Cooke A Triple Crown Winner
When billionaire businessmen buy into major league sports, few succeed. It’s harder for pro teams to win than they - or their fans - suspect. It takes a lot of time to learn football or baseball or basketball. And a business genius who is busy piling millions on top of millions, year after year, can’t find the days or hours he needs to master competitive sports.
Jack Kent Cooke was different.
Cooke, who died Sunday at 84, made time to understand the cable television industry, the financial markets and the major leagues.
He won in all three.
Because he worked at it, Cooke was a winner on two sports stages:
Nationally, his definitive accomplishment was restoring the greatness of the Washington Redskins. An ancient NFL team, once a champion with quarterback Sammy Baugh, the Redskins had been in a decades-long slump when Cooke, moving in as their majority owner, restored order, taking them to five Super Bowls, three of which they won.
On the California stage, Cooke was the entrepreneur most responsible for turning Los Angeles into a basketball town from whatever it was when the Rams and Raiders were here and the Dodgers were winning. As owner of the Lakers, Cooke brought Kareem Abdul-Jabbar to the team in a trade and then drafted Magic Johnson.
Other Lakers executives opposed him both times.
The most knowledgeable Laker all these years, their voice, Chick Hearn, once told me: “I wouldn’t have made that trade, and I might not have gone that way in the draft.”
Of the capitalists Cooke beat in business or sports, few realized that his main weapon was the research he made into the lives, values and potential of the persons he needed to win.
That led him to take Hearn’s advice most of the time. And it led him to hire Abdul-Jabbar, Johnson, Joe Gibbs, George Allen and Bobby Beathard.
In Washington, which had been a famous loser since the 1930s, hiring Allen to coach the Redskins was their turning point. As the NFL’s first billionaire owner, Cooke brought in Allen for seven years that turned both houses of Congress into Redskins rooting sections.
Then, when Allen defected to the Rams, Cooke hired Gibbs, who in four Super Bowls coached three Redskins winners.
As a football man, Cooke was never a power or even much of a leader in the NFL, where except for Al Davis - he was the league’s most conspicuous loner.
Simultaneously, Cooke was ever a pleasant companion.
One time, at football practice, Cooke, seated with a sportswriter on the sideline, whispered that it looked like the Redskins were practicing a tricky new formation with three tight ends instead of the usual one or two.
“Isn’t that a third tight end?” he asked.
“I’m not sure,” the reporter said.
So Cooke asked Gibbs, who confirmed it.
And that, possibly, is what it takes to get to the Super Bowl five times: a billionaire owner who can recognize three tight ends.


■ **TASK INSTRUCTIONS**
In the entries that follow, how many lines hold the string "name"? Give only that number.

[Figure record listings]
== Segment start ==
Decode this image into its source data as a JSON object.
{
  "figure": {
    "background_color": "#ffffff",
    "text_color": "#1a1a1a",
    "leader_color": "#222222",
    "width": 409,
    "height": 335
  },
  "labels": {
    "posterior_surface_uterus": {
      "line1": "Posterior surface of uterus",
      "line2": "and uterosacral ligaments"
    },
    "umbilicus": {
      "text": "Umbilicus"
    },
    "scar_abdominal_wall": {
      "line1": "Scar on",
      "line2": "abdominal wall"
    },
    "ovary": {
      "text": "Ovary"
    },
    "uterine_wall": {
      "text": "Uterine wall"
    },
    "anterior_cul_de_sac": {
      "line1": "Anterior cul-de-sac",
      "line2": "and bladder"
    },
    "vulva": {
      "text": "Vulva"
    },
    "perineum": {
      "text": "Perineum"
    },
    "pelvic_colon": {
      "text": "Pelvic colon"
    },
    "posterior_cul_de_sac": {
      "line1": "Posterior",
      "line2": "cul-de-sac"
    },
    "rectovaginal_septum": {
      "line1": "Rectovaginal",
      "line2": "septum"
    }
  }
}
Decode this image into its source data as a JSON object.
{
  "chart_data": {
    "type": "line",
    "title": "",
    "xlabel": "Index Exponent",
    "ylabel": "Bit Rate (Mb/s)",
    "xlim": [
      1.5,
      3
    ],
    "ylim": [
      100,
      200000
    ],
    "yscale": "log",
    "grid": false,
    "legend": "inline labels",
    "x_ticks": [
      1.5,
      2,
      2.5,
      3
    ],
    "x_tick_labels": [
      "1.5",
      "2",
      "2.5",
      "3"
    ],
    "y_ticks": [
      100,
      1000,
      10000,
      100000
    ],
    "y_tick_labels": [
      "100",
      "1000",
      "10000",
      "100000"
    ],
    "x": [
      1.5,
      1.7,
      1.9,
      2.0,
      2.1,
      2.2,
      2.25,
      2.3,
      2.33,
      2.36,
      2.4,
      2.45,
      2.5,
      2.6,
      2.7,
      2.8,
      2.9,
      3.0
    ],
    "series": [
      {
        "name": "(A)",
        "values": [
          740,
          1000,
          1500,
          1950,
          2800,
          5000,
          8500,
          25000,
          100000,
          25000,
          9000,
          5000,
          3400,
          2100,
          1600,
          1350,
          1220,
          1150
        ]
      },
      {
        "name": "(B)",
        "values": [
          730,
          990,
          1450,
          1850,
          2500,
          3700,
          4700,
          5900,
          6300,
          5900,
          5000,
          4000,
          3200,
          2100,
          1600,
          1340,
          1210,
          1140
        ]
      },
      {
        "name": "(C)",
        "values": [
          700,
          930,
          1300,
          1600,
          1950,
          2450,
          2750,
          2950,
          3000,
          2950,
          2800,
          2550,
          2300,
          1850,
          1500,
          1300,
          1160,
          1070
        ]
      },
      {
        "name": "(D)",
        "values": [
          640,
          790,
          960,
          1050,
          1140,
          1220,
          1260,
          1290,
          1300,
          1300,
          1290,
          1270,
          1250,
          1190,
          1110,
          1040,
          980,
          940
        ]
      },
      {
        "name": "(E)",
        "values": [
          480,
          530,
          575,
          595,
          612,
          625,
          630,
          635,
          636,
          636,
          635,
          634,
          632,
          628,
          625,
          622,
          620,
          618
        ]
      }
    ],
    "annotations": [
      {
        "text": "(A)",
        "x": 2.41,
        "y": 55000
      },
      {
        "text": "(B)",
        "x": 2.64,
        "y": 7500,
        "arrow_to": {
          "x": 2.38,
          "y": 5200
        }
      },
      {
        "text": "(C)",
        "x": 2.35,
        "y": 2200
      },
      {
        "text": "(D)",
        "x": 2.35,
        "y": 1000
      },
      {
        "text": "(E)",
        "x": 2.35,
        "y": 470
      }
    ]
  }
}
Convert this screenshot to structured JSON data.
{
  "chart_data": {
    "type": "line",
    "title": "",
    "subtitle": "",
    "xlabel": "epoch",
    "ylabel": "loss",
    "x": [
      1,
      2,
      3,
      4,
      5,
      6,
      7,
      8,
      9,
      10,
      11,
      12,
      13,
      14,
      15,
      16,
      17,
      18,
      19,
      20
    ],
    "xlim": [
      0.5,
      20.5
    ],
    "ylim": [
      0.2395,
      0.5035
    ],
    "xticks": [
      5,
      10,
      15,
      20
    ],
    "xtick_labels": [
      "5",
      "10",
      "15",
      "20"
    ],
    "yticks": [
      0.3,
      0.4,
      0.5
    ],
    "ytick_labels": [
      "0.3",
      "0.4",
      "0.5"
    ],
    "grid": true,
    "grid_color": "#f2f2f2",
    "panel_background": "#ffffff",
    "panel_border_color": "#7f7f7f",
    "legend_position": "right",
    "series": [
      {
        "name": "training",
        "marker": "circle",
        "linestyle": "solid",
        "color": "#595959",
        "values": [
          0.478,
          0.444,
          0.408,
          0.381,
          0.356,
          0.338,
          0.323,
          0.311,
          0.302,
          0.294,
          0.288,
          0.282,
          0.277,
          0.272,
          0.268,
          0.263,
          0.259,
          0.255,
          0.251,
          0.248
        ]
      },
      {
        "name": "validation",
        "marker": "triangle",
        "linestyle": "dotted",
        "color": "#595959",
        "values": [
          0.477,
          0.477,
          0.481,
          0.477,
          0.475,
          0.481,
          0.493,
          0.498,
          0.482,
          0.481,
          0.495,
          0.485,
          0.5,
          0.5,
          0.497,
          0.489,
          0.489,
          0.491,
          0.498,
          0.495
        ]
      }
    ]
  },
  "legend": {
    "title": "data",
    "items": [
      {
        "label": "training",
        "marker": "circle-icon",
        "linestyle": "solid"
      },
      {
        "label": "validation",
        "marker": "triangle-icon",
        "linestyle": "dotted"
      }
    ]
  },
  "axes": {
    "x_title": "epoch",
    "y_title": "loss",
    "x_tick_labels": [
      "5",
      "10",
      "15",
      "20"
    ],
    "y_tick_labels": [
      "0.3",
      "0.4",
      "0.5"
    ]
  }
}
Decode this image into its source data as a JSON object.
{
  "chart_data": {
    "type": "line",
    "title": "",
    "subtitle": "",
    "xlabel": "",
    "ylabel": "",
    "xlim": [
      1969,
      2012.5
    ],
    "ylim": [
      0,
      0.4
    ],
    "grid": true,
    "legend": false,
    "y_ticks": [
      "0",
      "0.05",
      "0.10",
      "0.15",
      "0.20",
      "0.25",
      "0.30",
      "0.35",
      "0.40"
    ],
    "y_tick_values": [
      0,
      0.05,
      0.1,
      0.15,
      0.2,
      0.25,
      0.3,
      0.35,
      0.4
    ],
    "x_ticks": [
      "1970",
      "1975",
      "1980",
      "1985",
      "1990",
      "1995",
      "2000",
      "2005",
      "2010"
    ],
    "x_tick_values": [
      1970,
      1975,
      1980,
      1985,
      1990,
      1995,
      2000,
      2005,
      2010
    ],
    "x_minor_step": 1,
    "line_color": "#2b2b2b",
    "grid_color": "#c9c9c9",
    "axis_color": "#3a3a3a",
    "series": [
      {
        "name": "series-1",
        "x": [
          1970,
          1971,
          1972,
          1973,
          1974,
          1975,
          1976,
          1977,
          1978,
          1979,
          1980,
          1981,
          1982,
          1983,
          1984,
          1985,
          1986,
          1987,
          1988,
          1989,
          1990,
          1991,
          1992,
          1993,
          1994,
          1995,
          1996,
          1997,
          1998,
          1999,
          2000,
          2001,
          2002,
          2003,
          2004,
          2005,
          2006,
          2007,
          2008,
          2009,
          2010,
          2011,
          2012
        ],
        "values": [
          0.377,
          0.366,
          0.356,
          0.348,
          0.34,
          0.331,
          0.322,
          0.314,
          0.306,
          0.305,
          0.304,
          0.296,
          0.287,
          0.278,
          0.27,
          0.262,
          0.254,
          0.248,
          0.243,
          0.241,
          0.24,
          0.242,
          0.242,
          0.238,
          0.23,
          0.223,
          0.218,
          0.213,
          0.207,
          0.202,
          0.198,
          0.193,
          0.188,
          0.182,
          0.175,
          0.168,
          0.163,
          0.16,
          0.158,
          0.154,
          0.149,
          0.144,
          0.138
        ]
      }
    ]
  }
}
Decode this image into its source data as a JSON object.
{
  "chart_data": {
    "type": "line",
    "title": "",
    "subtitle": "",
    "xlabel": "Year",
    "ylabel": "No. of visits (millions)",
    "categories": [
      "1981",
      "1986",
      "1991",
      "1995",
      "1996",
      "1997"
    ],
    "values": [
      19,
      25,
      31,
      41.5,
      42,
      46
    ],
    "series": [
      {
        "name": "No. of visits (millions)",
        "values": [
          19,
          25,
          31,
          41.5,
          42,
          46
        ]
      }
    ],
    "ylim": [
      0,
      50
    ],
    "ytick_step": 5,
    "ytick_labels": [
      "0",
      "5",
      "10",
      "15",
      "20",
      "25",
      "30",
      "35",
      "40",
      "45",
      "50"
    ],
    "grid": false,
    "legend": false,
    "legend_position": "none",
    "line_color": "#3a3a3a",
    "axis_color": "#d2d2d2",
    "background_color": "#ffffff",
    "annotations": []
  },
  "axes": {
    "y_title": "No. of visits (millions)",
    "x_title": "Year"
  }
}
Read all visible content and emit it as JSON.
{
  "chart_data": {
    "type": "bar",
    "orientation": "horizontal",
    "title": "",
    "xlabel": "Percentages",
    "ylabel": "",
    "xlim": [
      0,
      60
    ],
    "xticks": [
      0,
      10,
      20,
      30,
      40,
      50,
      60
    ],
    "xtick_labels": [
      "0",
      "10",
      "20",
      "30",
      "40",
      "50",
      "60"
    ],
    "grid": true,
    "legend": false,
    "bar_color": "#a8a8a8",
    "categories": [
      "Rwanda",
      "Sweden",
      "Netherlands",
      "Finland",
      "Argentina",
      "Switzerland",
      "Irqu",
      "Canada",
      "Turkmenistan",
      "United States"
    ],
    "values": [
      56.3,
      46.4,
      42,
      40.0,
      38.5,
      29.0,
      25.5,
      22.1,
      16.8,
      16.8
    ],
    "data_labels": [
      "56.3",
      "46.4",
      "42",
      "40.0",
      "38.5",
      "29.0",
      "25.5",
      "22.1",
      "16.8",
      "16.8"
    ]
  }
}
== Segment end ==
■ **YOUR RESPONSE**
9